A hospital built more than 20 years ago is still paying as much each year to the company which built it as it is spending on medical supplies.
The Norfolk and Norwich University Hospital Trust paid £66m to service its Private Finance Initiative (PFI) commitments in 2019/20, the same amount as on “clinical supplies and services” which includes PPE, lab equipment, surgical tools and hearing aids.
That £66m represents 10pc of the hospital’s operating budget, which puts the N&N’s PFI spend as a proportion of its income among the ten worst hospitals in England.
Norwich South MP Clive Lewis criticised the scheme underlying the payments, describing it as "perpetual profit-gauging".
The modern N&N was built in 2001 by Octagon Healthcare Ltd under one of the first major PFI agreements of the New Labour government.
Under PFI, a firm takes on the costs and risks associated with building large public works and the government repays that investment annually alongside service fees and running costs.
PFI works like a hire-purchase (HP) agreement, but for hospitals and schools, and keeps the costs of those projects off the government’s balance sheet. However, experts say that, just like HP, PFI ends up costing more over time.
Official estimates have forecast that taxpayers (through the N&N) will pay Octagon more than £1bn in total - five times the £229m cost of building and opening the hospital - millions of which will go to shareholder dividends which would not have been paid under public sector financing.
And because the annual repayments include £20m-30m in fees for services like cleaning and gardening, and around £30m in leasing and interest payments, the actual debt is only being paid down at around £3m a year.
Meanwhile NNUH spent £66.4m in 2019/20 on clinical supplies and services, which includes PPE, prosthetics, blood, hearing aids and visual aids, surgical instruments, clinical consumables such as dressings and laboratory consumables like sample tubes, as well as the service contracts for maintaining that clinical equipment.
Labour MP Clive Lewis said: "Paying for a new hospital with PFI costs around eight times as much as if the government just paid for it directly, every single pound of which should and could have been spent on care for patients and decent wages for NHS frontline and support staff.
"Governments have the means to halt this perpetual profit-gauging if the political will is there.

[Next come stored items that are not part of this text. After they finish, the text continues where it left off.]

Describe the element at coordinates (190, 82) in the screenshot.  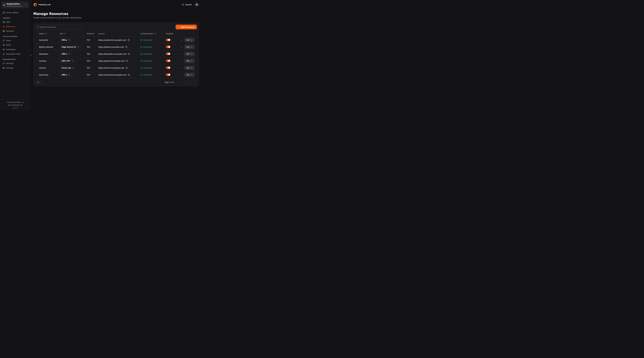
I see `next-page-button` at that location. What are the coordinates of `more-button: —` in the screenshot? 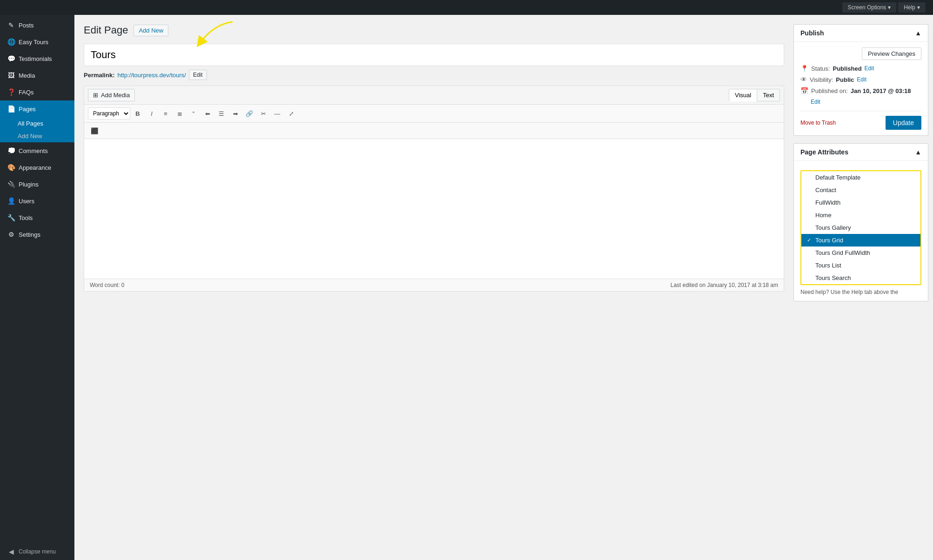 It's located at (277, 113). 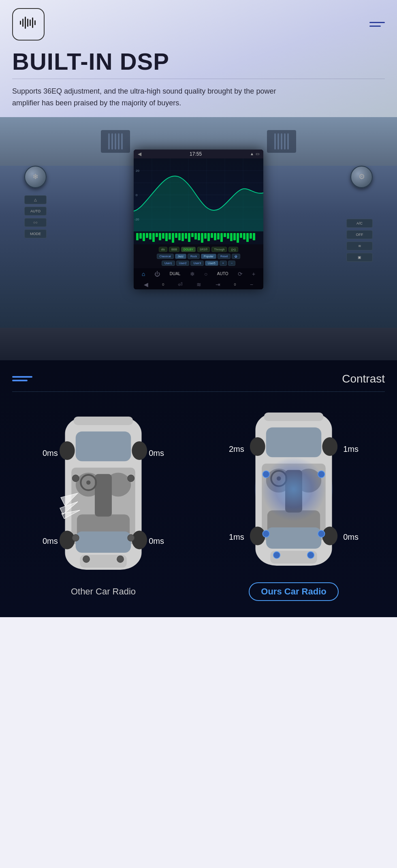 I want to click on ours-car-item: 2ms 1ms 1ms 0ms Ours Car Radio, so click(x=294, y=502). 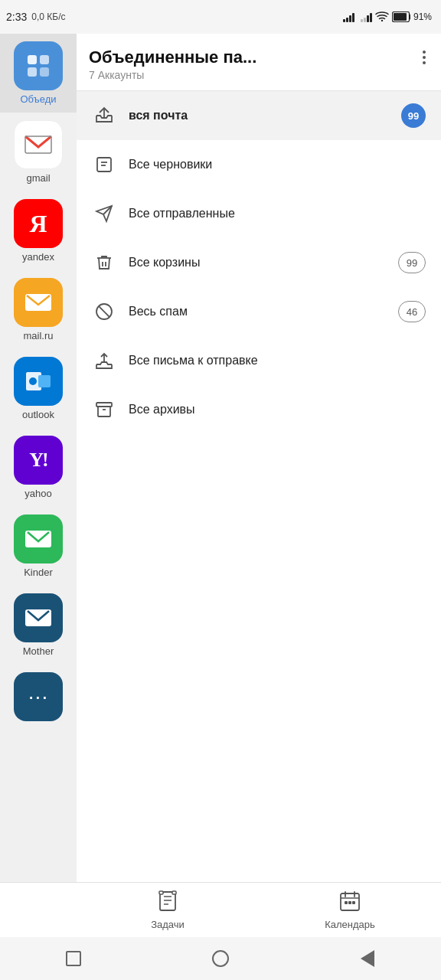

"The government can choose to nationalise the companies at the heart of every PFI, the Special Purpose Vehicles, then the NHS can pay the sub-contractors who actually provide the services, saving billions a year until services can be brought back in-house.”
A spokesman for the N&N said that value for money was one of its five commitments in its new five year plan.
“This includes designing and delivering an estates masterplan and agreeing and implementing a ten year lifecycle plan with our PFI operator with effective contract management," he added.
"We have an ongoing cost improvement plan to ensure our services are as efficient as they can be and our organisation is sustainable going forward. We are projected to pay off our PFI in 2037.”
Nationally, no new PFI contracts have been signed since 2018, but the NHS in England is still spending more than £2bn a year paying back debts, with some Trusts spending more on PFI debt than they do on drugs or medical supplies.
An analysis by the New Statesman magazine shows trusts spent a combined £2.14bn in unitary payments in 2019/20 — the latest financial year for which data is published.
Official analysis in 2018 showed the value of the initial PFI investments in the NHS was £12.8bn, but the Department for Health and Social Care will have spent a total £80.7bn once they are all paid off.
This figure includes services such as facilities management and cleaning supplied by the PFI providers or their subcontractors.